Searches for relevant concepts across papers

Recommendations based on collections of papers or individuals

Visualizes connections between papers and generates exportable bibliographies

Custom email alerts for collected papers

Drawbacks

Hallucinations do occur.

There are many features, which can result in a somewhat higher learning curve.

You can't upload or select a discrete list of journals for Scite to search.

Most effective for researchers in fields using empirical research, as the matrix generated draws on data and questions commonly generated in these types of sources. 

Sources generated for concept searches are not linked in the free version, making it difficult to track where in those sources the information is coming from.

Potential text hallucinations: may include "serious factual errors"; full-text options are limited; basic search interface

Upload page counts could be limiting

Have to provide the papers yourself

Paper access still dependent on institutional accounts

Privacy Tracks your data across websites visited.

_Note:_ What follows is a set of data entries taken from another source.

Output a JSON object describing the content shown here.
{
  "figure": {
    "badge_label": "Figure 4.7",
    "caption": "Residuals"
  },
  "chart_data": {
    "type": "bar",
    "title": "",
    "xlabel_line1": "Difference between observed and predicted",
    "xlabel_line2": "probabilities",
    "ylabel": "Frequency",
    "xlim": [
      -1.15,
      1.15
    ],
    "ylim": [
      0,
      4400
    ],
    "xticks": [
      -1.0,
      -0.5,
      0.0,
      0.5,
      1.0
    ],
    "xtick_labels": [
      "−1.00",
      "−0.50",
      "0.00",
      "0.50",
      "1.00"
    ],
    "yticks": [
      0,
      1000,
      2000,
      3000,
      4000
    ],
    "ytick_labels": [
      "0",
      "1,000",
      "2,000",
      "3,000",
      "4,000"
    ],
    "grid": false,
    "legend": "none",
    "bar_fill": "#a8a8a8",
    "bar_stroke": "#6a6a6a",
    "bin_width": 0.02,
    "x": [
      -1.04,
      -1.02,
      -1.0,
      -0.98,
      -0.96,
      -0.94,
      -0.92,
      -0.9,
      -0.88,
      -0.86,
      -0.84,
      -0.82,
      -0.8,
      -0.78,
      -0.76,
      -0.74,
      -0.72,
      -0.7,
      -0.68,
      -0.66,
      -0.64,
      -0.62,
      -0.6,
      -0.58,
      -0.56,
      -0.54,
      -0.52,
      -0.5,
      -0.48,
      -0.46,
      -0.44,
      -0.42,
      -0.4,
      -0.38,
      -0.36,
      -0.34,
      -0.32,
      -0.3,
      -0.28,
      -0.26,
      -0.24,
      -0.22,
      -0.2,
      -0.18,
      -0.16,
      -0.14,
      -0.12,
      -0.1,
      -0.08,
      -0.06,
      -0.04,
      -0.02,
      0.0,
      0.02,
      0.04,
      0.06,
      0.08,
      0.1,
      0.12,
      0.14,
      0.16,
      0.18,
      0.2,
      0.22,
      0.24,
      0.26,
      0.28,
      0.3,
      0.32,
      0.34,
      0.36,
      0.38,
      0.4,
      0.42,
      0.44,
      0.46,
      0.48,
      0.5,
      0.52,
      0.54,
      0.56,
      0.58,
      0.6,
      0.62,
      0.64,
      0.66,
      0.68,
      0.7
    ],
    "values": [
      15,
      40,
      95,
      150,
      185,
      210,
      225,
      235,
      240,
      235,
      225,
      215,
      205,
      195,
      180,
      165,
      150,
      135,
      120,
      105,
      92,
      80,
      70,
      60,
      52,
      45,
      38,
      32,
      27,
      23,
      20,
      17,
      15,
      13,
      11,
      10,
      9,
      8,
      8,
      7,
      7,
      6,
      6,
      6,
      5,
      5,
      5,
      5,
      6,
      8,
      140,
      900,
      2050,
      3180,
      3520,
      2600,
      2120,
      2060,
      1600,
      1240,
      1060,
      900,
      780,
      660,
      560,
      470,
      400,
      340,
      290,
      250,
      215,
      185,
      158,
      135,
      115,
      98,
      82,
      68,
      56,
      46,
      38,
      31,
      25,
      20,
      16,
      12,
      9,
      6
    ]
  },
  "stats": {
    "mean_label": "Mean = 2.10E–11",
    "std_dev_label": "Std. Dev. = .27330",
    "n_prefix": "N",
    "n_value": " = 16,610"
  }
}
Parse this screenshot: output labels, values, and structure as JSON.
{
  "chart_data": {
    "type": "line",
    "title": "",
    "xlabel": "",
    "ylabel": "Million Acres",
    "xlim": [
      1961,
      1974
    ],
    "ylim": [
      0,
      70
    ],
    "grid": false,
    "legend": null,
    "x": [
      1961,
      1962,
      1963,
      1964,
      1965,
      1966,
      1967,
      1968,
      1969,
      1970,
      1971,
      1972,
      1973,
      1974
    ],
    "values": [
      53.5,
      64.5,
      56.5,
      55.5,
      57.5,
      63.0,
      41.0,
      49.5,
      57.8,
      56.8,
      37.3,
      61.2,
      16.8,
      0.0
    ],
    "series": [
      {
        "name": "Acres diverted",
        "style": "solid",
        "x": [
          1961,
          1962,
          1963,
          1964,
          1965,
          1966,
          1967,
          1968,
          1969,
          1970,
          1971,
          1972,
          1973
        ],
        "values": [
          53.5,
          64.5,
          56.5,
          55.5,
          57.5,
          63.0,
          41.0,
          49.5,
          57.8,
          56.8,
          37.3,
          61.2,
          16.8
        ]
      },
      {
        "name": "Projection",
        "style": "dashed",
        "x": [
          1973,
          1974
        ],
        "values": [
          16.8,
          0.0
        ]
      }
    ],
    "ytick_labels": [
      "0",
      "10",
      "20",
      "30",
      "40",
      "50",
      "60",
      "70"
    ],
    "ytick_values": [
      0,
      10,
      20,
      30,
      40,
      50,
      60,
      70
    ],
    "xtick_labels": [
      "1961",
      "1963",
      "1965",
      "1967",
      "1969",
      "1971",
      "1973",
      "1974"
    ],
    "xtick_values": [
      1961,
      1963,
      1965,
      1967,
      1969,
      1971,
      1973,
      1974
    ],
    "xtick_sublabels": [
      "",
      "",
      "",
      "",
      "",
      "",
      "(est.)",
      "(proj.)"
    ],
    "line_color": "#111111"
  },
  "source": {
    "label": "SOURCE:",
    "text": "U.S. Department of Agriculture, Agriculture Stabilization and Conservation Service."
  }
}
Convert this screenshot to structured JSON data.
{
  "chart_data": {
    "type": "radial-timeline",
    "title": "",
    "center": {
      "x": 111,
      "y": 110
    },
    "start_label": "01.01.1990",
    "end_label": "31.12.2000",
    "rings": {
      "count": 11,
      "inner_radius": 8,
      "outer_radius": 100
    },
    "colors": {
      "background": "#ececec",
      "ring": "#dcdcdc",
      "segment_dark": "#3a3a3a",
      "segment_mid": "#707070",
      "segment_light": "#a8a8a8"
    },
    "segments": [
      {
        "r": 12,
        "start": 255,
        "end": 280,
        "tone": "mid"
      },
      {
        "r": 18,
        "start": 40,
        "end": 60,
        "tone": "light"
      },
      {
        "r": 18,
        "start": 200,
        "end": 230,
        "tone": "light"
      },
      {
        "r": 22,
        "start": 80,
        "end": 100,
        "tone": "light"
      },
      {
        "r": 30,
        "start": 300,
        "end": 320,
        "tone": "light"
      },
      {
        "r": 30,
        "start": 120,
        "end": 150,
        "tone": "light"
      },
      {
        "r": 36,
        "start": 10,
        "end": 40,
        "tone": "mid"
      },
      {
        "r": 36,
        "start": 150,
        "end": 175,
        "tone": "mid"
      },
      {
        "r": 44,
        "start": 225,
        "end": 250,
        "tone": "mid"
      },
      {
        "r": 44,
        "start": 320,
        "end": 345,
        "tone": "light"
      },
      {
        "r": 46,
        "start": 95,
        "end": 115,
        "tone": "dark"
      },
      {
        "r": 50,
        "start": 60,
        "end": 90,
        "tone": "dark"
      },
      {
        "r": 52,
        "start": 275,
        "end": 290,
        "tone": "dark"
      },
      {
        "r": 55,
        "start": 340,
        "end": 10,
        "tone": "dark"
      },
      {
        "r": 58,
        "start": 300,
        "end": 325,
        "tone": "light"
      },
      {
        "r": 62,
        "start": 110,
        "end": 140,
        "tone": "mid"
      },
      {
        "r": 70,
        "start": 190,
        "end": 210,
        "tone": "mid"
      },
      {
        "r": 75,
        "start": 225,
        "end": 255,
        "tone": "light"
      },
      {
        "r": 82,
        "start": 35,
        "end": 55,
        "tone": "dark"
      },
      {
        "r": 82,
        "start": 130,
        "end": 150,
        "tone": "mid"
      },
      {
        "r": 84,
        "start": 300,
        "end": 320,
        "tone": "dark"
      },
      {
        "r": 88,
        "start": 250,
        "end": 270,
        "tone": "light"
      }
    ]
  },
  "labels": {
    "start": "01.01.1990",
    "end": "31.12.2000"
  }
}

Collects personal information you disclose upon registering, anonymized device and usage information, uses cookies Collects personal information and browsing information, uses cookies; does allow for opt out of publishing input data Collects personal information upon registering, as well as tool usage information; data you upload for usage by the tool remains private Collects personal information you provide
Data sources

Abstracts from Semantic Scholar (200M papers)

Full-text from OA articles

Citation statements from non-OA articles (under publisher agreements)

CrossRef

Up-to-date data count and sources

Abstracts from Semantic Scholar (200M+ papers)

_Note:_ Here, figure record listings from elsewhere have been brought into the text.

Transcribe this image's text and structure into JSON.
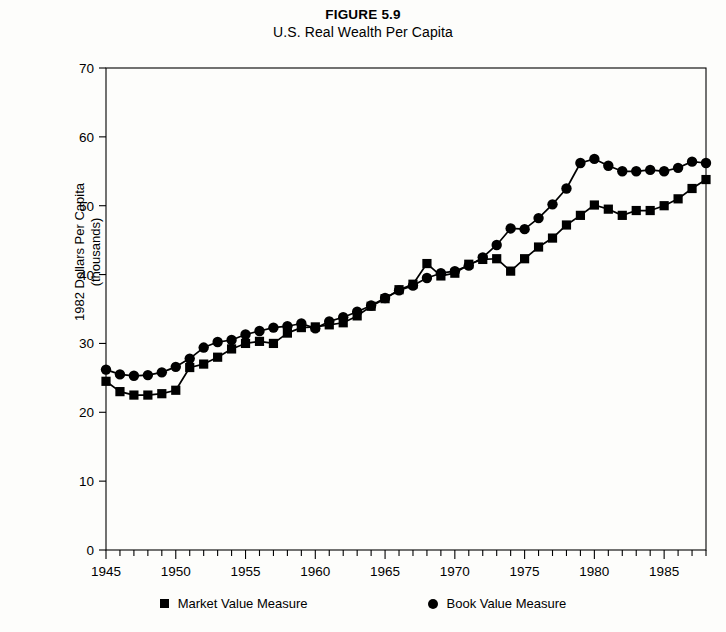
{
  "figure": {
    "number_label": "FIGURE 5.9",
    "subtitle": "U.S. Real Wealth Per Capita",
    "y_axis_label_line1": "1982 Dollars Per Capita",
    "y_axis_label_line2": "(thousands)"
  },
  "legend": {
    "market_label": "Market Value Measure",
    "book_label": "Book Value Measure",
    "market_marker": "square-marker",
    "book_marker": "circle-marker"
  },
  "colors": {
    "ink": "#000000",
    "background": "#fdfdfb",
    "axis": "#000000"
  },
  "chart_data": {
    "type": "line",
    "title": "U.S. Real Wealth Per Capita",
    "subtitle": "FIGURE 5.9",
    "xlabel": "",
    "ylabel": "1982 Dollars Per Capita (thousands)",
    "xlim": [
      1945,
      1988
    ],
    "ylim": [
      0,
      70
    ],
    "yticks": [
      0,
      10,
      20,
      30,
      40,
      50,
      60,
      70
    ],
    "xticks": [
      1945,
      1950,
      1955,
      1960,
      1965,
      1970,
      1975,
      1980,
      1985
    ],
    "xtick_minor_step": 1,
    "grid": false,
    "legend_position": "below",
    "x": [
      1945,
      1946,
      1947,
      1948,
      1949,
      1950,
      1951,
      1952,
      1953,
      1954,
      1955,
      1956,
      1957,
      1958,
      1959,
      1960,
      1961,
      1962,
      1963,
      1964,
      1965,
      1966,
      1967,
      1968,
      1969,
      1970,
      1971,
      1972,
      1973,
      1974,
      1975,
      1976,
      1977,
      1978,
      1979,
      1980,
      1981,
      1982,
      1983,
      1984,
      1985,
      1986,
      1987,
      1988
    ],
    "series": [
      {
        "name": "Market Value Measure",
        "marker": "square",
        "values": [
          24.5,
          23.0,
          22.5,
          22.5,
          22.7,
          23.2,
          26.5,
          27.0,
          28.0,
          29.2,
          30.0,
          30.3,
          30.0,
          31.5,
          32.3,
          32.4,
          32.7,
          33.0,
          34.0,
          35.4,
          36.5,
          37.8,
          38.6,
          41.6,
          39.8,
          40.2,
          41.5,
          42.2,
          42.3,
          40.5,
          42.3,
          44.0,
          45.3,
          47.2,
          48.6,
          50.1,
          49.5,
          48.6,
          49.3,
          49.3,
          50.0,
          51.0,
          52.5,
          53.8
        ]
      },
      {
        "name": "Book Value Measure",
        "marker": "circle",
        "values": [
          26.2,
          25.5,
          25.3,
          25.4,
          25.8,
          26.6,
          27.8,
          29.4,
          30.2,
          30.5,
          31.3,
          31.8,
          32.3,
          32.5,
          32.9,
          32.2,
          33.2,
          33.8,
          34.6,
          35.5,
          36.6,
          37.7,
          38.4,
          39.5,
          40.2,
          40.5,
          41.3,
          42.5,
          44.3,
          46.7,
          46.6,
          48.2,
          50.2,
          52.5,
          56.2,
          56.8,
          55.8,
          55.0,
          55.0,
          55.2,
          55.0,
          55.5,
          56.4,
          56.2
        ]
      }
    ]
  }
}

Full-text from OA articles

200M+ abstracts and OA material from 50+ publishers Proprietary Originally based on Microsoft Academic Graph, current data sources include Semantic Scholar and PubMed
Number of references included in summary Varies by search, but often 25-60 (this is an adjustable setting) 4 with the free version NA NA NA

Reference management and integration

a Zotero plugin is also available

Upload Zotero or Mendeley collections via the dashboard feature

Can import sources from Zotero Exports to reference managers; no direct integration Exports to reference managers; no direct integration Zotero integration
Save search/research progress Yes, and can create dashboards and saved searches Chat history auto saves, you can also create a research notebook Yes Yes Yes
Share with others Can export as a CSV or a TXT; from a dashboard you can export as RIS Exporting is only available to Plus users Yes Yes Yes
Allows prompt searching Yes - assistant mode Yes Ask This Paper feature generates text about paper contents (only available for free PDFs)  No No
OSU Librarians' Rating (based on a 5-star system)

4 stars out of 5

provides extensive functionality, but the different functions can also feel busy

smart citations are an interesting idea, but the article sections most cited often skew to the Abstract and Intro

Clear connections to OSU Libraries full-text or borrowing options

Hallucinations are still an issue

4 stars out of 5

comparison table is a helpful addition to the lit review process; summaries lack nuance and focus on findings

2 stars out of 5

The focus on abstracts and OA articles limits the tool's most potentially transformative features. Compare searches to Google Scholar. However, the related articles may be worth a look.

4 stars out of 5

If the user has already found the literature they want to review, this tool offers significant time savings in understanding and placing specific papers within the greater body of work they're investigating

3.5 stars out of 5

Ease of use in mapping out and discovering connections between papers makes this tool a worthwhile addition; does sometimes make spurious connections

This table was inspired by Aster Zhao's Comparison of GenAI Tools LibGuide from The Hong Kong University of Science & Technology CC-BY 4.0.

For information and a comparison of more generative AI tools, visit the Hong Kong University of Science & Technology Library's comprehensive table of tools.